# [Task to carry out]
Could you set down every entry below exactly as it is?

Collected data:
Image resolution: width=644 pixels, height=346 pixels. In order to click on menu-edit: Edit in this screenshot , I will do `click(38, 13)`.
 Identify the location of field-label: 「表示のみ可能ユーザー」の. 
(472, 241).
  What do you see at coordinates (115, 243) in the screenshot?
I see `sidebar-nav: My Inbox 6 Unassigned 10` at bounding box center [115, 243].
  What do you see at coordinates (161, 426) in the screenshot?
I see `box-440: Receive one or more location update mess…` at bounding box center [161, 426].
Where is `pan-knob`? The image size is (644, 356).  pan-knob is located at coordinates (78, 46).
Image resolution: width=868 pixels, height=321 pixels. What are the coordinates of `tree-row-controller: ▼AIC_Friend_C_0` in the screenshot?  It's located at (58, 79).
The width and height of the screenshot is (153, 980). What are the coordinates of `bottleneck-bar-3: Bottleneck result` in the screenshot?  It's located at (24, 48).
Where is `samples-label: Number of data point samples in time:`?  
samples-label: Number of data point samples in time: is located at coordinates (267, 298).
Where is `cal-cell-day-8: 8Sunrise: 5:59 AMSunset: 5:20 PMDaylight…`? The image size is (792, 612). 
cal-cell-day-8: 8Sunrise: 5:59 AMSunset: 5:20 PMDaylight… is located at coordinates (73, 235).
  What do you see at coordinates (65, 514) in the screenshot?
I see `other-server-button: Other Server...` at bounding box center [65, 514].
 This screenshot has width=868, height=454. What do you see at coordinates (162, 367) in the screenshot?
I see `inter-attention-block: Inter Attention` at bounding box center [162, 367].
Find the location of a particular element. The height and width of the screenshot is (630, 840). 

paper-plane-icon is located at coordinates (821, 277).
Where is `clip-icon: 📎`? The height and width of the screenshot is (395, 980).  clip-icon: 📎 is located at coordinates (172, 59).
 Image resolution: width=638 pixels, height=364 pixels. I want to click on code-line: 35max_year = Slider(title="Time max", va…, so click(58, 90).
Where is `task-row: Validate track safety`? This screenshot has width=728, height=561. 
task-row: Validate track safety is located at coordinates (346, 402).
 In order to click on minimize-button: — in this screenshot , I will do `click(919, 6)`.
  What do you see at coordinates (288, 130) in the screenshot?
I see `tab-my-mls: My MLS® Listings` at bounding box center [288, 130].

# [Task answer]
Image resolution: width=644 pixels, height=346 pixels. In order to click on menu-edit: Edit in this screenshot , I will do `click(38, 13)`.
 Identify the location of field-label: 「表示のみ可能ユーザー」の. 
(472, 241).
  What do you see at coordinates (115, 243) in the screenshot?
I see `sidebar-nav: My Inbox 6 Unassigned 10` at bounding box center [115, 243].
  What do you see at coordinates (161, 426) in the screenshot?
I see `box-440: Receive one or more location update mess…` at bounding box center [161, 426].
Where is `pan-knob`? The image size is (644, 356).  pan-knob is located at coordinates (78, 46).
Image resolution: width=868 pixels, height=321 pixels. What are the coordinates of `tree-row-controller: ▼AIC_Friend_C_0` in the screenshot?  It's located at (58, 79).
The width and height of the screenshot is (153, 980). What are the coordinates of `bottleneck-bar-3: Bottleneck result` in the screenshot?  It's located at (24, 48).
Where is `samples-label: Number of data point samples in time:`?  
samples-label: Number of data point samples in time: is located at coordinates (267, 298).
Where is `cal-cell-day-8: 8Sunrise: 5:59 AMSunset: 5:20 PMDaylight…`? The image size is (792, 612). 
cal-cell-day-8: 8Sunrise: 5:59 AMSunset: 5:20 PMDaylight… is located at coordinates (73, 235).
  What do you see at coordinates (65, 514) in the screenshot?
I see `other-server-button: Other Server...` at bounding box center [65, 514].
 This screenshot has width=868, height=454. What do you see at coordinates (162, 367) in the screenshot?
I see `inter-attention-block: Inter Attention` at bounding box center [162, 367].
Find the location of a particular element. The height and width of the screenshot is (630, 840). 

paper-plane-icon is located at coordinates (821, 277).
Where is `clip-icon: 📎`? The height and width of the screenshot is (395, 980).  clip-icon: 📎 is located at coordinates (172, 59).
 Image resolution: width=638 pixels, height=364 pixels. I want to click on code-line: 35max_year = Slider(title="Time max", va…, so click(58, 90).
Where is `task-row: Validate track safety`? This screenshot has width=728, height=561. 
task-row: Validate track safety is located at coordinates (346, 402).
 In order to click on minimize-button: — in this screenshot , I will do `click(919, 6)`.
  What do you see at coordinates (288, 130) in the screenshot?
I see `tab-my-mls: My MLS® Listings` at bounding box center [288, 130].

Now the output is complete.